Weezer Went Back to the Rehearsal Room and Made Their Most Urgent Record in Years
After a sold-out 30th anniversary tour playing the Blue Album in full every night, Weezer went back to basics. They found a rehearsal space in Orange County — a midpoint between where they all live in California — and did the thing they hadn’t done in a long time: got in a room together and figured out what they actually wanted to make. What came out is their 20th album, simply titled Weezer, due August 21 on Reprise/Warner Records.
The lead single “We Might As Well Be Strangers” features Karly Hartzman of Wednesday trading vocals with Rivers Cuomo, and it sets the tone for an album that producer Kenny Beats wanted to make “the most violent Weezer album ever.” No grid, no click track, no pitch correction — drums recorded live with all four players in the room, listening to each other, reshaping songs on the fly. Co-producer Klas Ahlund brought a more mathematical precision to balance things out. The result sounds like a band that remembered they’re actually very good at this.

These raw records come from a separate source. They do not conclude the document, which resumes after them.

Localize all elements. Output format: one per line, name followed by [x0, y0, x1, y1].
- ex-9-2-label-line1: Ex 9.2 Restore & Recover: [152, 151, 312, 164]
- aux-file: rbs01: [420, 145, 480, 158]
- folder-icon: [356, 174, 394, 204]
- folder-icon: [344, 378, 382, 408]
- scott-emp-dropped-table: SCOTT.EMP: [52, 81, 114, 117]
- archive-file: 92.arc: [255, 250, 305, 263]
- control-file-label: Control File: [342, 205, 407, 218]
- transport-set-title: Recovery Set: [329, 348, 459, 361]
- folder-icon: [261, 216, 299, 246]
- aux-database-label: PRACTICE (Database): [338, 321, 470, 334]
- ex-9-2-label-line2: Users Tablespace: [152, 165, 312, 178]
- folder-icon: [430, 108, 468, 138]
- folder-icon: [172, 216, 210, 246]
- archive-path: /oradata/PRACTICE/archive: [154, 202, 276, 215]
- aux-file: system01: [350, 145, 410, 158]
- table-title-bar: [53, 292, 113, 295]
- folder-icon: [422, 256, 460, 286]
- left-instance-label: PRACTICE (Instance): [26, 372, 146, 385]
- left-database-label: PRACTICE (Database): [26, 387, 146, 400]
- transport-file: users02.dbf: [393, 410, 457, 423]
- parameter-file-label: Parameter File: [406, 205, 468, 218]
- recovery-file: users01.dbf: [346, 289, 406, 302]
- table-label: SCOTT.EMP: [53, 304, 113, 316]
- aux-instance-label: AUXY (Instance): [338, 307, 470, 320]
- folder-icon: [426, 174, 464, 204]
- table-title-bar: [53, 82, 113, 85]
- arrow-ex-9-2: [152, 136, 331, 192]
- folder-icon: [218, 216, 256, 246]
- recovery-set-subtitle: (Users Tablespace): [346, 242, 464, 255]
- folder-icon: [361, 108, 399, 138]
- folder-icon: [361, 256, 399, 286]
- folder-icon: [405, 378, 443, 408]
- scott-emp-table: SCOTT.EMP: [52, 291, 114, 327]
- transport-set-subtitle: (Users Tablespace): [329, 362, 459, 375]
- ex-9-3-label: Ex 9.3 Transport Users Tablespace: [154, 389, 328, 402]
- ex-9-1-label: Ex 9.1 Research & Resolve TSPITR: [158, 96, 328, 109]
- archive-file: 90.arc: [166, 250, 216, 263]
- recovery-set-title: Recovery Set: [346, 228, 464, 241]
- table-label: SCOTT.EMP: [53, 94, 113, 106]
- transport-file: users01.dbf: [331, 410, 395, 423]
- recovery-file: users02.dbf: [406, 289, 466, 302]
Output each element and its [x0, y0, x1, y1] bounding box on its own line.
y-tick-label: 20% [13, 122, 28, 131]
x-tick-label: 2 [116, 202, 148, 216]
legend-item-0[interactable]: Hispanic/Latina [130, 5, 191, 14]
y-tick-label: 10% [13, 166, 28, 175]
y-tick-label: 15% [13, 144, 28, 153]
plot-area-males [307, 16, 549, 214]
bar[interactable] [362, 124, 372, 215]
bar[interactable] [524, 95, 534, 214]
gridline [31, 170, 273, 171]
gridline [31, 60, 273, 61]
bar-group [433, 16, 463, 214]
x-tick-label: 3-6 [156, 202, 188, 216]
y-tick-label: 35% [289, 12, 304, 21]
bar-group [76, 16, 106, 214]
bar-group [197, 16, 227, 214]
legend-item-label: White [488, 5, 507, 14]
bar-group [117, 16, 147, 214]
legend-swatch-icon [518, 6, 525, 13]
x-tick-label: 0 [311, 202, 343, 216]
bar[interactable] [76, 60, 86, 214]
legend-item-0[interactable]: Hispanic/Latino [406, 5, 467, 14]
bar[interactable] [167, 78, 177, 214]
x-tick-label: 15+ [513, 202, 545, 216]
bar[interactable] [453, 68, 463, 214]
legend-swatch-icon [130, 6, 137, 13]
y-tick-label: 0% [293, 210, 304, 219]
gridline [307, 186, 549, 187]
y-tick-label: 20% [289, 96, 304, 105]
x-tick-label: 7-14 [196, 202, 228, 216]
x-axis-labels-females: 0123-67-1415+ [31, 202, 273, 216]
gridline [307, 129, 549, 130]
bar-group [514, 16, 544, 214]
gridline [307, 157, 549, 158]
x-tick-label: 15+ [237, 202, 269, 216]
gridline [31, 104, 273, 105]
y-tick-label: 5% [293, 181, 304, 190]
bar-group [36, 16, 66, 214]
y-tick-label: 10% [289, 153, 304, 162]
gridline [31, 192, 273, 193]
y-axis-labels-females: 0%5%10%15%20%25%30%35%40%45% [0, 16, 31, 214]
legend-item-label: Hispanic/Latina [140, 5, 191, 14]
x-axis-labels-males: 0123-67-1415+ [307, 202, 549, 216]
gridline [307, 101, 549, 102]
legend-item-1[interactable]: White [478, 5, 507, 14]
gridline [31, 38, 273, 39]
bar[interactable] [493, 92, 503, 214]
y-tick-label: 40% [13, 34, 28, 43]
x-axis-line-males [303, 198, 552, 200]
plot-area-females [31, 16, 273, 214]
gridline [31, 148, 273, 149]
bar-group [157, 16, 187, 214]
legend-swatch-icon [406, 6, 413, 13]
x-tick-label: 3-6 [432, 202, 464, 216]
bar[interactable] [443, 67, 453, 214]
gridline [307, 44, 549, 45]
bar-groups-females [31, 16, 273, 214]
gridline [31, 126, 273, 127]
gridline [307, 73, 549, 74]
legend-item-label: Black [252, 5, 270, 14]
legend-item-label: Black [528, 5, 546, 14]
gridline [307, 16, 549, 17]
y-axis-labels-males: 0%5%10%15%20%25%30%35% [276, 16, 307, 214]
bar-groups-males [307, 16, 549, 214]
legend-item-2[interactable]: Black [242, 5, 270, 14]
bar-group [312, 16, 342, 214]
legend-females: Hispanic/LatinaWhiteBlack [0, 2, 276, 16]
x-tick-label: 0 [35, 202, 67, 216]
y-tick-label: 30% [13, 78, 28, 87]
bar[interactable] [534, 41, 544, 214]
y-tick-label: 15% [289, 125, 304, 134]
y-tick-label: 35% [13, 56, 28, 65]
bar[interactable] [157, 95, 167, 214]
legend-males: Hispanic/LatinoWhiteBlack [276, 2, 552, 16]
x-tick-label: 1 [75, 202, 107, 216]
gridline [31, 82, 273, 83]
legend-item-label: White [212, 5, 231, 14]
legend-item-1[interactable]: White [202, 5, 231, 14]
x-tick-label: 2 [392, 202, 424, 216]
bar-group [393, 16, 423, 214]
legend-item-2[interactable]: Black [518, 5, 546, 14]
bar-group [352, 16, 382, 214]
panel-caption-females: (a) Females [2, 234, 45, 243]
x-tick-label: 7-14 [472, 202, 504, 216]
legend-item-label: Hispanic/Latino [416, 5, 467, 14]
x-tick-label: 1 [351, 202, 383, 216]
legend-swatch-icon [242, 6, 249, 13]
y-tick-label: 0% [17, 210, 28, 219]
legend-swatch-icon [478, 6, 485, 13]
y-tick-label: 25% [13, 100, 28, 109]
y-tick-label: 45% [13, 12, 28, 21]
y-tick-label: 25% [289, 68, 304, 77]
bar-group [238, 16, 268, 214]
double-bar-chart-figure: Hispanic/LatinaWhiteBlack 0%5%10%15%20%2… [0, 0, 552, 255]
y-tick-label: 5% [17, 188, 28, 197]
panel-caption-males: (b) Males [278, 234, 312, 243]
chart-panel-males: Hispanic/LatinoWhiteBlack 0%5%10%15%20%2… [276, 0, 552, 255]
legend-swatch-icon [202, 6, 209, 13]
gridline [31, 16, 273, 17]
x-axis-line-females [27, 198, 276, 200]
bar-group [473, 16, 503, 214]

It’s also the first time Rivers Cuomo and drummer Pat Wilson have co-written song basics together since the first album. The record is tightly wound, meta in places — songs about aging as a band, weighing a legacy, still carrying on — and direct in ways their recent output hasn’t always been. Weezer: The Gathering North America Tour kicks off in September with The Shins and Silversun Pickups in tow. Pre-order the album below.